Getting to Wow

Imagine two options—your company could eliminate negative experiences for unhappy customers OR elevate positive experiences for happy customers. Which do you choose?

Surprisingly, most leaders overlook the strategy that yields nine times more revenue.


In the test kitchen of Lettuce Entertain You on Chicago’s north side, a group of leaders—chefs, managers and entrepreneurs—sample a series of potential new dishes for an existing Asian restaurant. “No”, “maybe” and a few “yes” replies trail each tasting. The highlight for Rich Melman, chairman of the company, is a Hong Kong style bao.

Alone among these experienced restaurateurs, Rich felt the bao was so special and memorable that the dish didn’t just deserve to be added to an existing menu, but instead should be the focus of an entirely new restaurant.

Lettuce partnered with Lowercase to design a unique brand identity, build a brand system to extend memorable and consistent experiences across touchpoints, craft a blend of sensorial details within the physical space, extensively test prototypes to improve service processes, and design irreverent retail packaging that brought the bao to grocery stores with the phrase “Take me. Heat me. Eat me.”

Wow Bao became an instant success for Lettuce, adding to a portfolio that includes over 60 unique concepts and 100 restaurants. How does a company consistently build such rapid success?

By embracing Strategy “B”.

Two Options – Which Would You Choose?

According to Chip Heath and Dan Heath in The Power of Moments, customer experience researchers at Forrester (a leading research and advisory firm), surveyed 120,000 customers about their most recent experience with companies across sixteen industries.

Customers were asked to rate how they felt about their experience on a scale ranging from 1 to 7, where 1 is “very bad”, 4 is “neutral” and 7 is “very good”.



Customer ratings spanned the full scale, leaving companies to consider where best to invest. The authors asked dozens of executives from leading companies which of the following strategies describes how their company allocates resources:

Strategy “A” eliminates the negatives by raising unhappy customers (rating 1, 2 or 3) to a neutral level 4.

Strategy “B” elevates the positives by boosting neutral and positive customers (rating 4, 5 or 6) to a very good 7.



Executives estimated spending about 80% of resources on Strategy “A”, fixing problems for unhappy customers.

Yet, by far, the more valuable investment is Strategy “B”. In fact, as a strategic investment, the choice between Strategy “A” and “B” is not even close.

Executives Miscalculate the Value of (Un)Happiness

Investing in Strategy “B” generates nine times more revenue than Strategy “A”.

Using survey results, Forrester built models of the financial value of a customer at each rating level by quantifying the amount they would spend on products or services over the next year.

They found that the happiest (rating 7) customers often spend 2-3 times more than neutral customers and that the number of positive customers is significantly larger than the number of negative customers. Strategy “B” generates nine times more revenue because it creates more value per person and reaches far more people.

So, how do we elevate happy customers to level 7?

When Good Becomes “Very Good”

Contrary to popular belief, customers who feel “very good” about their experiences are not necessarily those who are entertained nor those who only have positive experiences.

“Very good” rankings do NOT require you to deliver the best experience someone has had across companies nor create a significant “life moment”. More often, customers highly rate an experience based on expectations for this type of moment.

“High Points”

The first step to gain top ratings and increase revenue? Start thinking in moments and looking for opportunities to design “high points” — interactions that elevate your brand, product or service in the eye of your customer — on purpose.

High points may bring about magical results, but they are not magic. They’re simply moments that have been designed and built – often within everyday brand interactions – to connect with customers based on how they measure, value and remember experiences.

High points require creativity – they won’t emerge naturally – yet they become easier to create once you know where to look and how to start.

Does This Apply to Your Company?

Some leaders imagine that high points are the domain of entertainment and consumer-focused companies. Don’t make this mistake.

Whether your “customers” are donors, vendors, clients, members, suppliers, patients, volunteers, employees, recruits, visitors, guests, subscribers, ticket holders, partners or investors, they all have expectations.

This means that you have access to a valuable opportunity to earn more: invest in Strategy “B” and travel the direct path to “Wow”.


Aim of the exercise. Only the lines below between the ones containing "Image is 868x419 pixels." and "Image is 688x302 pixels.", inclusive, are to be reproduced, each exactly as it stands.

Data entries:
┄┄┄┄┄┄┄┄┄┄

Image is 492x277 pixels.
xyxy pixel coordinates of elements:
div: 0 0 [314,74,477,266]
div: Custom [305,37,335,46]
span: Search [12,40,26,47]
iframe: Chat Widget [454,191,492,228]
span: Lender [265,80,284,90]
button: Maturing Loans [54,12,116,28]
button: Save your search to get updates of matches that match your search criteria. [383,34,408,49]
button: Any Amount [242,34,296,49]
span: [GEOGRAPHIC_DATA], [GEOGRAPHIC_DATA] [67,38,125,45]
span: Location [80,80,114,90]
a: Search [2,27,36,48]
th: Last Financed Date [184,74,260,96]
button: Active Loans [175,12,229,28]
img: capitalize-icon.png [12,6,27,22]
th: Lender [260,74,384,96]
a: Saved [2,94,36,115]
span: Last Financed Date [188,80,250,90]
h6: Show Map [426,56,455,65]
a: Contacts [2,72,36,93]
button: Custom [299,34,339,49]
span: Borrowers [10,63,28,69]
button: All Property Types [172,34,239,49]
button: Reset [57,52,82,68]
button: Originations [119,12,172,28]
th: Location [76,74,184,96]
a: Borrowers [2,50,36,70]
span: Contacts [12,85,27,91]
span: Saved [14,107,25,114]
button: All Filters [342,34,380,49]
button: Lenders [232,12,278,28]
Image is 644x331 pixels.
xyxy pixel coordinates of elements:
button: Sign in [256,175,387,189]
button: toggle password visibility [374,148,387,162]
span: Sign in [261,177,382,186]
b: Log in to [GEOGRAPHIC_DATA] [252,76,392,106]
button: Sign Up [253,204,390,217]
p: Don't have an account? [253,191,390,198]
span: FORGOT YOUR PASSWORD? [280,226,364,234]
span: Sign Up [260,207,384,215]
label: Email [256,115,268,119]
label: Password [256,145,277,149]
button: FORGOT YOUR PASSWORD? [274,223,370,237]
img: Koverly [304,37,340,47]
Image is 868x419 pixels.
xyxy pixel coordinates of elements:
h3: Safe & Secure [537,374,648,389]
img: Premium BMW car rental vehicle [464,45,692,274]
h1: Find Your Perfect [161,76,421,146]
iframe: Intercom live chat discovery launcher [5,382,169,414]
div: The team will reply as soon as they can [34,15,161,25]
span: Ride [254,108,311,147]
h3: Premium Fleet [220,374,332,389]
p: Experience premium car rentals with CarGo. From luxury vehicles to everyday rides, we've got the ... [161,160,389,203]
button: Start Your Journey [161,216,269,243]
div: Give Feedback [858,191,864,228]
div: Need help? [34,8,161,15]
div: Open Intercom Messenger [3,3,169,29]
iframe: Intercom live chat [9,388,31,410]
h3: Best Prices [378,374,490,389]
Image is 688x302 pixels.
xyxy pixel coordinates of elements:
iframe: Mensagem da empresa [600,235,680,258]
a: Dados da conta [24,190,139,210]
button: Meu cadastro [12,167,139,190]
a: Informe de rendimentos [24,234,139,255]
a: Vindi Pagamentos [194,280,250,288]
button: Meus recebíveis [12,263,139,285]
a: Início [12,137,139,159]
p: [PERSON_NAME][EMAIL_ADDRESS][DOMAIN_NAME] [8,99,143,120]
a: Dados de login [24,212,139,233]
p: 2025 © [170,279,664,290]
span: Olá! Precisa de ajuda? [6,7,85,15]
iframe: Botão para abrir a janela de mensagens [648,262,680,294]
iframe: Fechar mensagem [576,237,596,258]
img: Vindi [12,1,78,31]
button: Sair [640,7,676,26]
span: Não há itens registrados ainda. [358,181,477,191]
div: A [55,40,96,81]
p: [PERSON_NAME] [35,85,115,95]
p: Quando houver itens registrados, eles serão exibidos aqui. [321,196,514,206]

┄┄┄┄┄┄┄┄┄┄

Response area.
Image is 868x419 pixels.
xyxy pixel coordinates of elements:
h3: Safe & Secure [537,374,648,389]
img: Premium BMW car rental vehicle [464,45,692,274]
h1: Find Your Perfect [161,76,421,146]
iframe: Intercom live chat discovery launcher [5,382,169,414]
div: The team will reply as soon as they can [34,15,161,25]
span: Ride [254,108,311,147]
h3: Premium Fleet [220,374,332,389]
p: Experience premium car rentals with CarGo. From luxury vehicles to everyday rides, we've got the ... [161,160,389,203]
button: Start Your Journey [161,216,269,243]
div: Give Feedback [858,191,864,228]
div: Need help? [34,8,161,15]
div: Open Intercom Messenger [3,3,169,29]
iframe: Intercom live chat [9,388,31,410]
h3: Best Prices [378,374,490,389]
Image is 688x302 pixels.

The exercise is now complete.